Gnu/coreutils/String-expressions

From Get docs

16.4.1 String expressions

expr supports pattern matching and other string operators. These have higher precedence than both the numeric and relational operators (in the next sections).

string : regex

Perform pattern matching. The arguments are converted to strings and the second is considered to be a (basic, a la GNU grep) regular expression, with a ^ implicitly prepended. The first argument is then matched against this regular expression.

If the match succeeds and regex uses ‘\(’ and ‘\)’, the : expression returns the part of string that matched the subexpression; otherwise, it returns the number of characters matched.

If the match fails, the : operator returns the null string if ‘\(’ and ‘\)’ are used in regex, otherwise 0.

Only the first ‘\( … \)’ pair is relevant to the return value; additional pairs are meaningful only for grouping the regular expression operators.

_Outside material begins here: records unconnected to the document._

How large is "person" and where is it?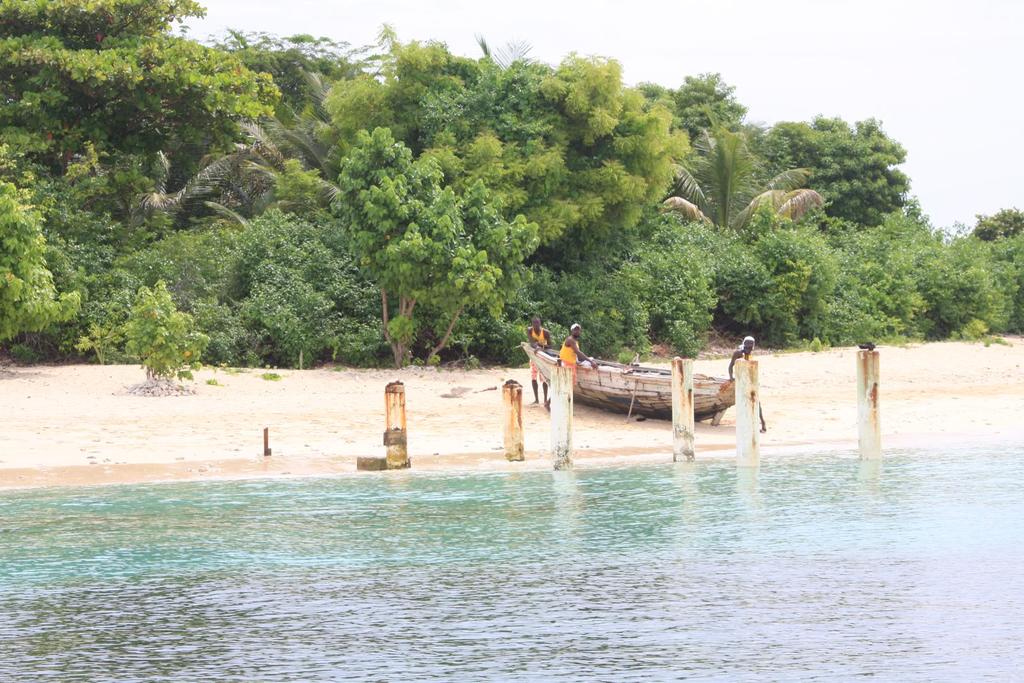
Bounding box: <region>727, 336, 768, 431</region>.
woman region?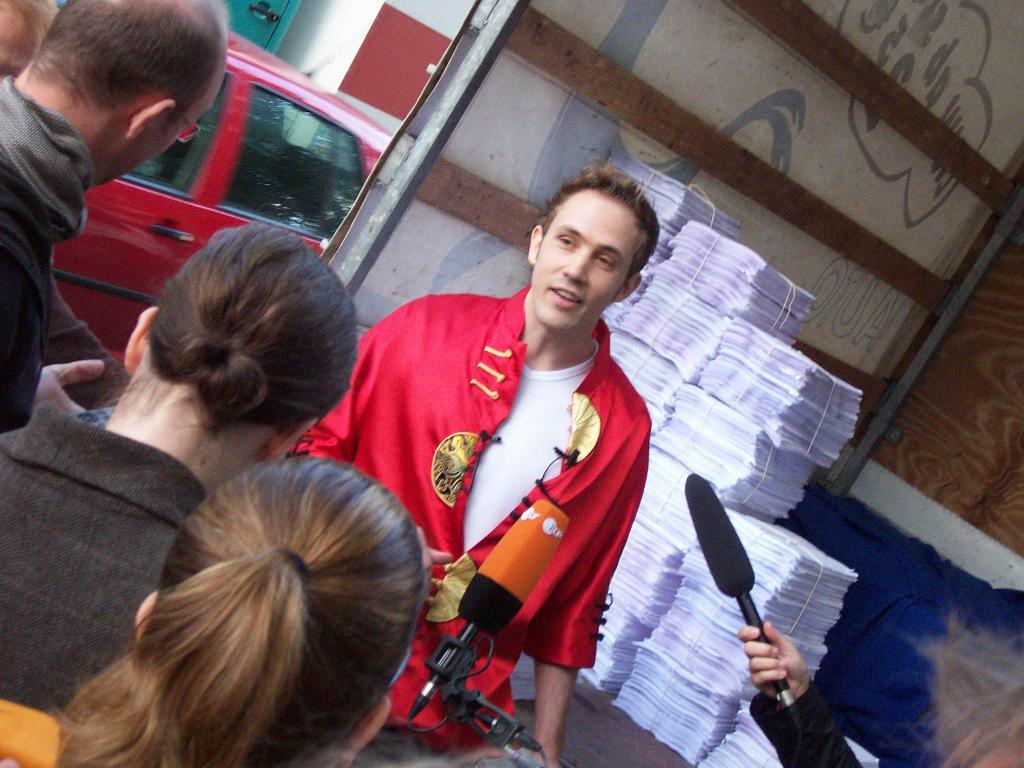
(0, 220, 351, 767)
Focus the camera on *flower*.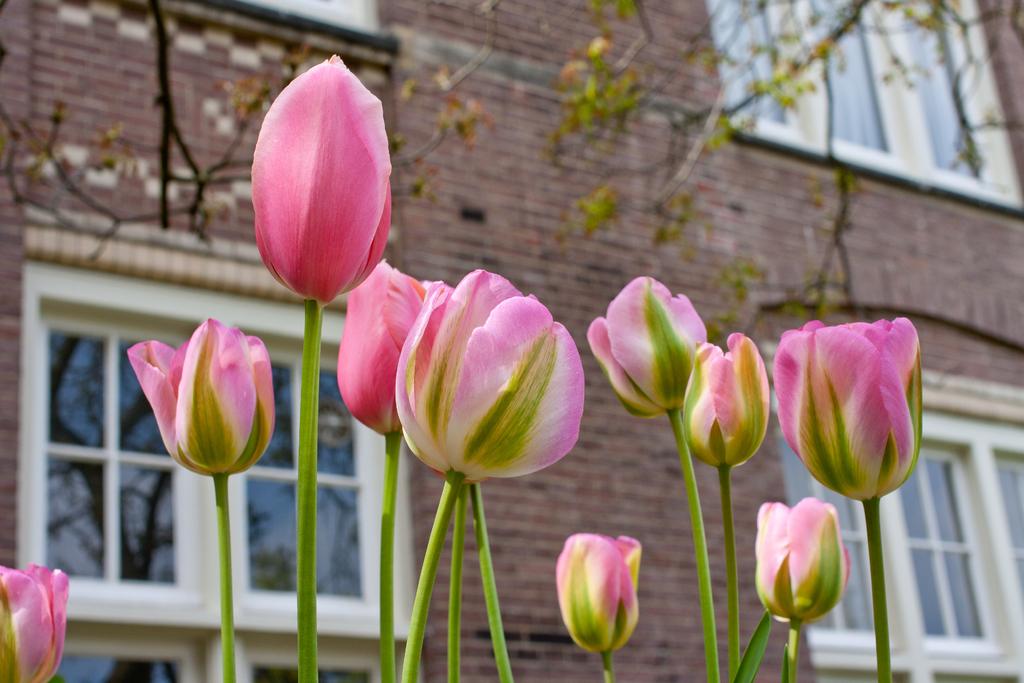
Focus region: [left=253, top=53, right=395, bottom=315].
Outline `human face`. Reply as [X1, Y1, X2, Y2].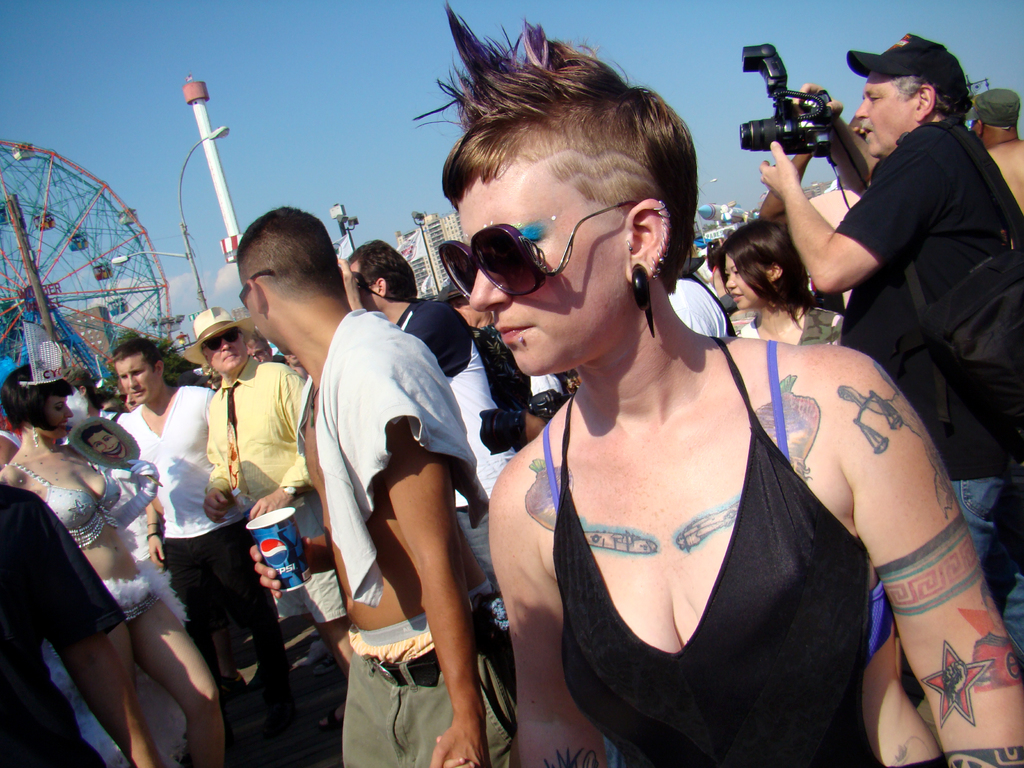
[54, 397, 74, 435].
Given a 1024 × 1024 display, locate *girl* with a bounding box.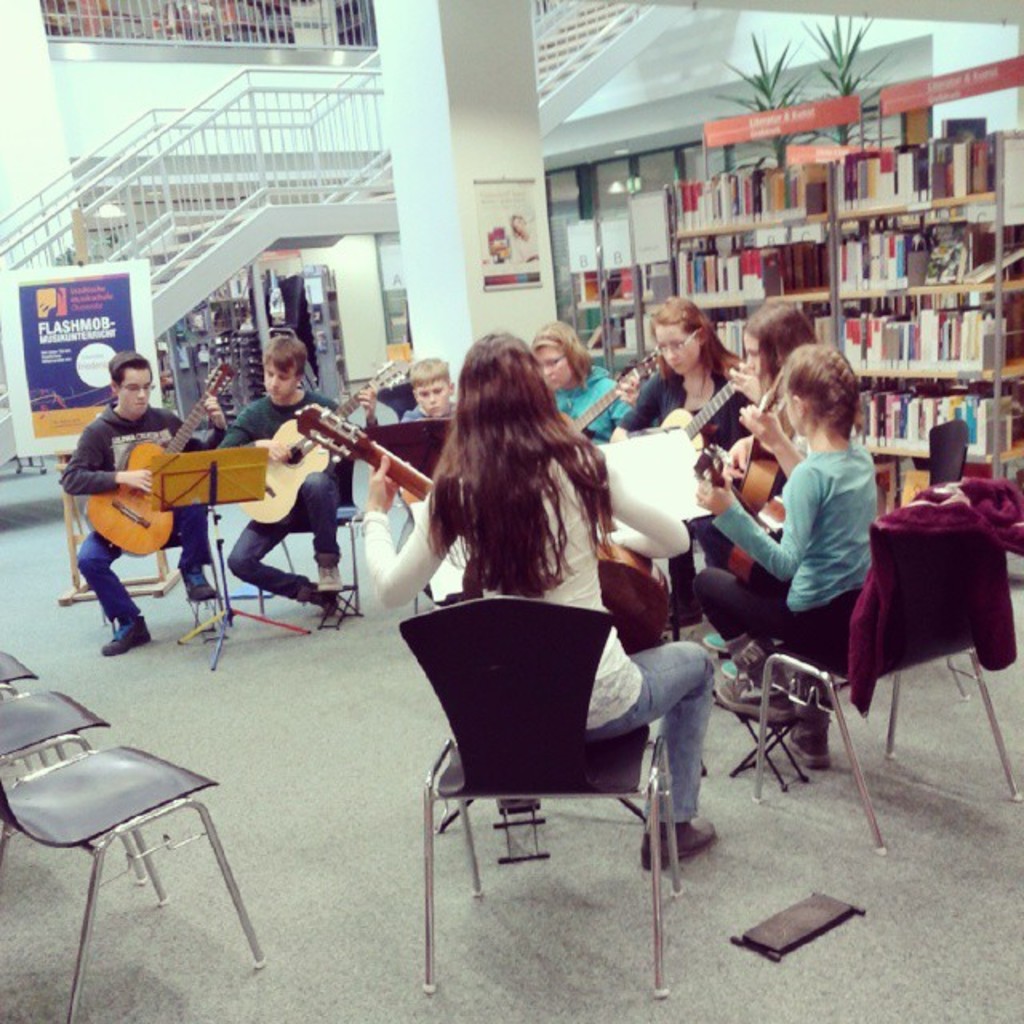
Located: region(690, 341, 882, 773).
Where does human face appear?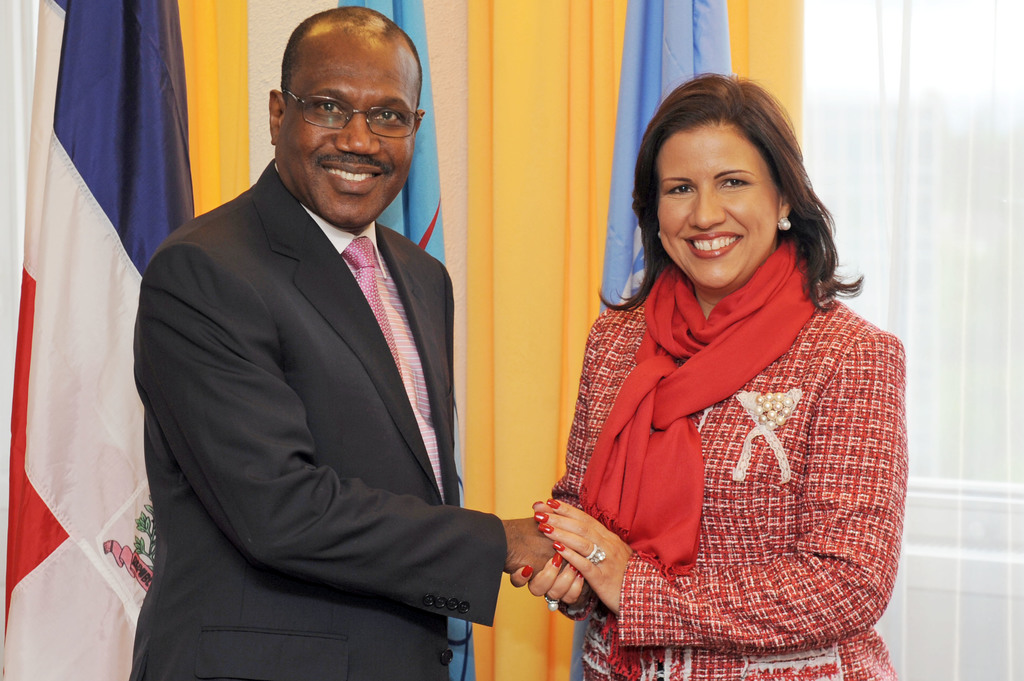
Appears at 278:27:417:228.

In the regular expression, \+, \?, and \| are operators which respectively match one or more, zero or one, or separate alternatives. SunOS and other expr’s treat these as regular characters. (POSIX allows either behavior.) See Regular Expression Library in Regex, for details of regular expression syntax. Some examples are in Examples of expr.

match string regex

An alternative way to do pattern matching. This is the same as ‘string : regex’.

substr string position length

Returns the substring of string beginning at position with length at most length. If either position or length is negative, zero, or non-numeric, returns the null string.

index string charset

Returns the first position in string where the first character in charset was found. If no character in charset is found in string, return 0.

length string

Returns the length of string.

+ token

Interpret token as a string, even if it is a keyword like match or an operator like /. This makes it possible to test expr length + "$x" or expr + "$x" : '.*/\(.\)' and have it do the right thing even if the value of $x happens to be (for example) / or index. This operator is a GNU extension. Portable shell scripts should use " $token" : ' \(.*\)' instead of + "$token".

To make expr interpret keywords as strings, you must use the quote operator.